Chronicles

Scoters
by: Mike Lushington  

        It is Wednesday, May 1, as I write this. Early this morning, I took a trip upriver as far as Macleod's Siding and then started my pattern of stops back down to home. I do this at this time of year for one simple reason; I am checking on the build-up of Black and Surf Scoters in the Restigouche Estuary. When I set out this morning, it was with the idea that I should be seeing large numbers , if our observations and predictions of past years were valid. They were, and I was not disappointed; there had to be 75 000 scoters in the Estuary from Point du Chene on the Quebec side, down past Escuminac Cove. They were concentrated in the wide but shallow stretch of the river from Point a la Garde across to the New Brunswick shore, but they were, in reality, everywhere realised, once again, that I was witnessing one of nature's grand spectacles, and one of its most underappreciated.

        I have been doing these systematic surveys for several years now and each spring I learn more - about the scoters, and about the whole river system. For example, while counting them, I have come to realise just how important the estuary is to many different species of birds (not to mention salmon, smelts, mussels, seals, and tens of other species which live and prosper here). I must have seen a hundred loons flying in as I counted scoters and I am forever seeing eiders, cormorants, mergansers, gannets, gulls and other duck species. The work we did a few years ago to have the estuary proclaimed as a Globally Significant Important Bird Area is borne out with greater clarity each year.

        It all comes to a simple fascination. I don't take the time to count these birds only for the scientific information we may gain about them, but simply because I am intrigued by them. These rather plump, unprepossessing little ducks survive all winter in the open ocean and then, with the coming of spring, fly to unknown parts of the Arctic to nest. On their way,. they stop by here for a couple of weeks. While here, they eat, they sing, they court, and they mate. And then, they disappear. While they are here, though, they provide us with an opportunity to observe one of the largest concentrations of their kind anywhere in the world. Their sheer numbers threaten to overwhelm me as I try to estimate just how many of them there are out there, and I am tempted, at times, simply to summarise my efforts by noting "a whole big pile of them".

        That I was even out there early this morning is testiment to my interest in them. I say this because Jim Clifford and I were in the woods back on the Road to Mount Carleton last night looking for owls - and I didn't get to bed until 2:30 this morning. Jim and I were indulging in another fascination, our mutually shared one with these birds of the night. It strikes me, as I write this, that there is a real clash with scale here; we counted ourselves successful and reasonably satisfied last night to have found seven owls, while this morning I have been dealing with 75 000 scoters! And yet and again, the fascination lies elsewhere. There is something wonderful about being out in the woods in the middle of the night and suddenly hearing an owl, there, in the dark, hunting, courting and surviving as its kind has for millions of years, far beyond our time of interest in them. We found three species last night; five of the birds were Barred Owls, including a pair which came to our taped calls with every intention of driving out an intruding pair of competitors.

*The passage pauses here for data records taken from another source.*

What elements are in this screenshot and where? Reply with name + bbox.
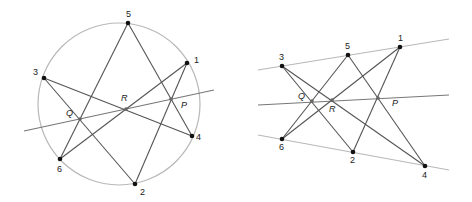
segment-5-4 — [348, 55, 425, 166]
conic-line-1 — [258, 39, 449, 70]
segment-3-2 — [282, 66, 353, 152]
vertex-point-2 — [351, 150, 356, 155]
pascal-theorem-diagram: QRP123456 QRP123456 — [0, 0, 472, 202]
segment-5-4 — [128, 23, 192, 136]
circle-case-figure: QRP123456 — [24, 9, 214, 197]
vertex-point-6 — [58, 157, 63, 162]
intersection-point-r — [330, 98, 334, 102]
intersection-point-p — [169, 97, 173, 101]
intersection-label-q: Q — [298, 91, 305, 101]
vertex-point-4 — [190, 134, 195, 139]
vertex-label-2: 2 — [140, 187, 145, 197]
intersection-point-p — [376, 96, 380, 100]
intersection-point-r — [124, 107, 128, 111]
vertex-point-6 — [280, 137, 285, 142]
vertex-label-3: 3 — [33, 67, 38, 77]
vertex-label-2: 2 — [350, 155, 355, 165]
conic-circle — [38, 23, 200, 185]
segment-5-6 — [282, 55, 348, 139]
vertex-label-1: 1 — [398, 33, 403, 43]
vertex-label-5: 5 — [126, 9, 131, 19]
vertex-label-4: 4 — [422, 170, 427, 180]
line-pair-case-figure: QRP123456 — [258, 33, 449, 180]
segment-5-6 — [60, 23, 128, 159]
pascal-line — [258, 95, 449, 105]
vertex-label-5: 5 — [345, 41, 350, 51]
vertex-point-1 — [185, 61, 190, 66]
vertex-point-2 — [133, 182, 138, 187]
vertex-label-4: 4 — [196, 132, 201, 142]
vertex-label-3: 3 — [279, 52, 284, 62]
intersection-label-r: R — [329, 104, 336, 114]
intersection-label-p: P — [181, 100, 187, 110]
intersection-label-r: R — [121, 93, 128, 103]
vertex-label-1: 1 — [194, 55, 199, 65]
intersection-point-q — [310, 99, 314, 103]
intersection-point-q — [78, 117, 82, 121]
vertex-point-3 — [42, 76, 47, 81]
intersection-label-q: Q — [66, 108, 73, 118]
vertex-point-5 — [346, 53, 351, 58]
segment-1-6 — [60, 63, 187, 159]
vertex-label-6: 6 — [279, 142, 284, 152]
segment-3-4 — [44, 78, 192, 136]
intersection-label-p: P — [392, 98, 398, 108]
vertex-point-4 — [423, 164, 428, 169]
vertex-point-5 — [126, 21, 131, 26]
vertex-point-1 — [398, 45, 403, 50]
vertex-point-3 — [280, 64, 285, 69]
vertex-label-6: 6 — [57, 164, 62, 174]
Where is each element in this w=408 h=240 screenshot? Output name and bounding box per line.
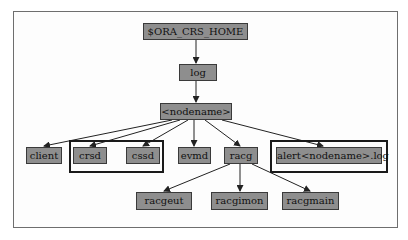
node-ora-crs-home: $ORA_CRS_HOME [143, 23, 248, 40]
node-racgimon: racgimon [211, 192, 268, 210]
node-log: log [179, 64, 217, 81]
node-alert-log: alert<nodename>.log [276, 147, 382, 164]
node-cssd: cssd [126, 147, 160, 164]
node-racgmain: racgmain [282, 192, 339, 210]
edge-nodename-racg [205, 120, 240, 146]
edge-racg-racgeut [164, 164, 230, 191]
node-client: client [26, 147, 62, 164]
node-racg: racg [224, 147, 258, 164]
node-evmd: evmd [178, 147, 211, 164]
node-nodename: <nodename> [160, 103, 232, 120]
node-crsd: crsd [73, 147, 107, 164]
node-racgeut: racgeut [136, 192, 192, 210]
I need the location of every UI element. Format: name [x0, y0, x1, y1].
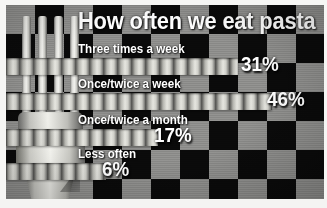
- chart-title: How often we eat pasta: [78, 8, 315, 35]
- category-label: Once/twice a week: [78, 77, 181, 91]
- bar-once-twice-a-week: [6, 93, 272, 110]
- bottom-margin: [0, 199, 327, 208]
- pasta-frequency-infographic: How often we eat pasta Three times a wee…: [0, 0, 327, 208]
- category-label: Three times a week: [78, 42, 185, 56]
- bar-less-often: [6, 163, 106, 180]
- bar-three-times-a-week: [6, 58, 238, 75]
- value-label: 46%: [267, 88, 305, 111]
- value-label: 6%: [102, 158, 129, 181]
- left-margin: [0, 0, 6, 208]
- value-label: 17%: [154, 124, 192, 147]
- top-margin: [0, 0, 327, 5]
- bar-once-twice-a-month: [6, 129, 158, 146]
- value-label: 31%: [241, 53, 279, 76]
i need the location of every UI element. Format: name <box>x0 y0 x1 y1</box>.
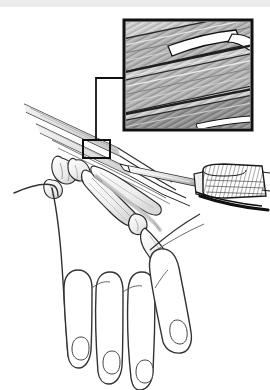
fingernail-index <box>72 337 89 360</box>
fingernail-middle <box>103 351 120 374</box>
fingernail-little <box>170 320 187 344</box>
medical-illustration <box>0 0 270 390</box>
magnified-tendon-inset <box>116 10 270 136</box>
fingernail-ring <box>136 360 153 383</box>
figure-root <box>0 0 270 390</box>
top-gray-band <box>0 0 270 7</box>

We also found a diminutive Saw-whet owl, a little creature hardly bigger than a robin, but one of the more ferocious predators of the nightime woods, and a Great-horned owl, one of the most aggressive and successful birds in the world.

        I found myself wondering about this scale. Why is a single owl such a thrilling encounter while the scoter intrigue seems to be based on numbers? I really don't know, but I suspect that scoters tell me something about the fecundity of the natural worlds, while owls embody the sense of individualism. Scoters are tough birds in a tough world, but in the end the species survives because of its numbers. Owls, on the other hand, are not plentiful; they must survive as individuals in a world which tends not to look kindly on predators. Whatever, though, the basis for my fascination, I know that I am so pleased to be a part of this same world, and to be able to watch and listen to it as I try to understand more about it at every opportunity.